“Paper money has had the effect in your state that it will ever have, to ruin commerce, oppress the honest, and open the door to every species of fraud and injustice.”

George Washington

“Every day the increasing weight of years admonishes me more and more, that the shade of retirement is as necessary to me as it will be welcome.”

George Washington

“Much was to be done by prudence, much by conciliation, much by firmness.”

George Washington

“The great rule of conduct for us, in regard to foreign nations, is, in extending our commercial relations, to have with them as little political connection as possible.”

George Washington

“Gentlemen, you will permit me to put on my spectacles, for, I have grown not only gray, but almost blind in the service of my country.

George Washington

Being Set at meat Scratch not, neither Spit, Cough, or blow your Nose except there's a Necessity for it.”

George Washington

“I hold the maxim no less applicable to public than to private affairs, that honesty is always the best policy.”

George Washington

“It is a much easier and less distressing thing to draw remonstrances in a comfortable room by a good fireside than to occupy a cold bleak hill and sleep under frost and snow without cloaths or blankets.”

George Washington

“It is substantially true, that virtue or morality is a necessary spring of popular government.

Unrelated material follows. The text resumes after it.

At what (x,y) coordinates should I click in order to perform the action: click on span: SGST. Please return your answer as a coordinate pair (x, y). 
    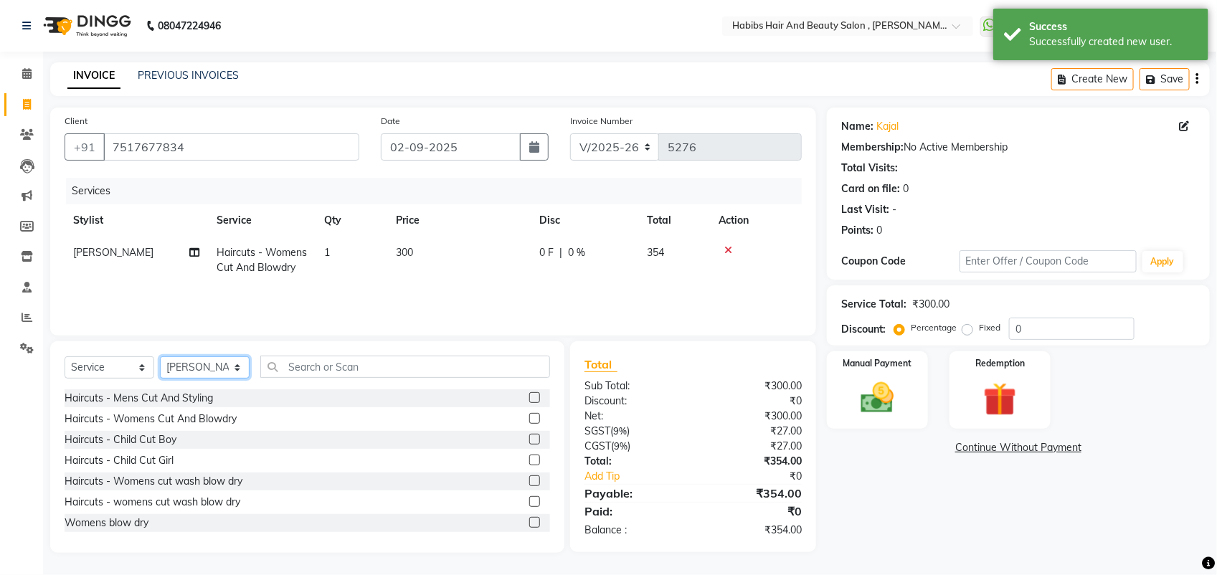
    Looking at the image, I should click on (597, 431).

The rule, indeed, extends with more or less force to every species of free government.”

George Washington

“I hope I shall possess firmness and virtue enough to maintain what I consider the most enviable of all titles, the character of an honest man.”

George Washington

“no punishment, in my opinion, is to great, for the man who can build his greatness upon his country's ruin”

George Washington

“No individual has any right to come into the world and go out of it without leaving behind him distinct and legitimate reasons for having passed through it.”

George Washington

“The government of the United States is not, in any sense, founded on the Christian religion.”

George Washington

“Where are our Men of abilities? Why do they not come forth to save their Country?”

George Washington

“The common and continual mischief's [sic] of the spirit of party are sufficient to make it the interest and the duty of a wise people to discourage and restrain it. It serves always to distract the public councils and enfeeble the public administration. It agitates the community with ill founded jealousies and false alarms, kindles the animosity of one part against another, foments occasionally riot and insurrection. It opens the door to foreign influence and corruption, which find a facilitated access to the government itself through the channels of party passion.”